Investing in Cryptocurrency: Strategies for Business Leaders

How business leaders allocate treasuries to Bitcoin and digital assets

Investing in Cryptocurrency: Strategies for Business Leaders

Deloitte surveyed 200 finance chiefs at major corporations. Almost a quarter expect to use crypto for company investments or payments within two years. Only 1% said they do not envision using cryptocurrency for business functions over the long term.

For executives today, the question is no longer whether to consider crypto, but how to approach it responsibly, within a disciplined treasury framework. To do this effectively, leaders must first understand the strategic drivers behind the asset class.

Treasury Strategy Considerations

Companies don't buy crypto just to gamble. There are practical reasons tied to protecting cash, spreading risk, or improving operations.

Inflation hedge: Bitcoin has a hard cap of 21 million coins. When inflation eats away at cash sitting in corporate accounts, Bitcoin's fixed supply becomes an attractive hedge.

Portfolio diversification: Bitcoin doesn't always move with stocks and bonds. During market panics, everything tends to drop together. But over full market cycles, Bitcoin often zigs when traditional assets zag.

Yield generation: Some companies generate income from their crypto. PayPal's PYUSD stablecoin offers approximately 4.25% APY on platforms like Spark. That beats most corporate checking accounts.

Payment innovation: Companies like Block built Bitcoin into their business model. Faster settlement, lower fees, and more payment options for customers. It's not just an investment for them.

How Companies Are Actually Doing It

Most corporate treasuries use Bitcoin ETFs. This approach skips the technical headaches of managing wallets and securing private keys. You work with familiar investment structures instead.

ETFs give you daily reporting, audited financials, and custody through a regular broker. The fees are reasonable. There might be small tracking differences from actual Bitcoin prices, but ETFs work like any other fund in your portfolio.

Direct ownership is more complicated. You need multi-signature wallets that require multiple people to approve transactions. Most holdings stay in cold storage offline. Access gets controlled based on who's authorized to do what.

Strategic Allocation Approaches

How much should you allocate? Morgan Stanley offers guidance based on corporate risk profiles.

Conservative portfolios: Morgan Stanley recommends zero crypto exposure for truly conservative corporate portfolios. The volatility doesn't match conservative treasury objectives.

Moderate to aggressive growth portfolios: For companies pursuing growth, Morgan Stanley suggests limiting crypto exposure to 2%-4% of the portfolio. At this level, you get some diversification without threatening core operations.

Beyond 4%: Some companies like Strategy Inc. (formerly MicroStrategy) go much higher. But these are exceptions with unique risk tolerances and business models. Most companies shouldn't try to replicate this approach.

Risk Management Requirements

Crypto needs real risk controls and clear rules about who does what.

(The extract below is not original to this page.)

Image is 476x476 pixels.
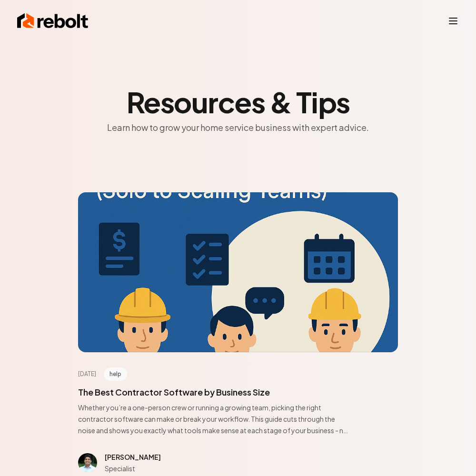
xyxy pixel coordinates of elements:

Actively managing your position beats buying and forgetting about it. Set internal policies on who can buy, how it's stored, and who approves transactions.

Tax planning matters. Crypto counts as a capital asset. In corporate structures, losses only offset gains. You can't use crypto losses to reduce your regular income taxes.

Accounting gets messy. Under FASB’s new fair value rules (effective since 2025), crypto holdings get marked to market at each reporting period. Price goes up, you show a gain. As prices go down, you show a loss. This creates swings in your earnings reports.

Security is everything. Even the best systems get hacked. Back up your private keys offline. Store them somewhere fireproof. Get regular security audits from outside experts.

The Bottom Line for Business Leaders

Crypto went mainstream. ETFs made it easy to buy. Regulations are getting clearer. But it's not for everyone. The volatility is real. A $10,000 position could drop to $3,000 in a year. That's happened before. If your company can't stomach that, stay away.

Just don't treat it like speculation.

You need clear rules. Good custody setup. Strict limits on how much you'll allocate. And a plan for what happens when prices tank.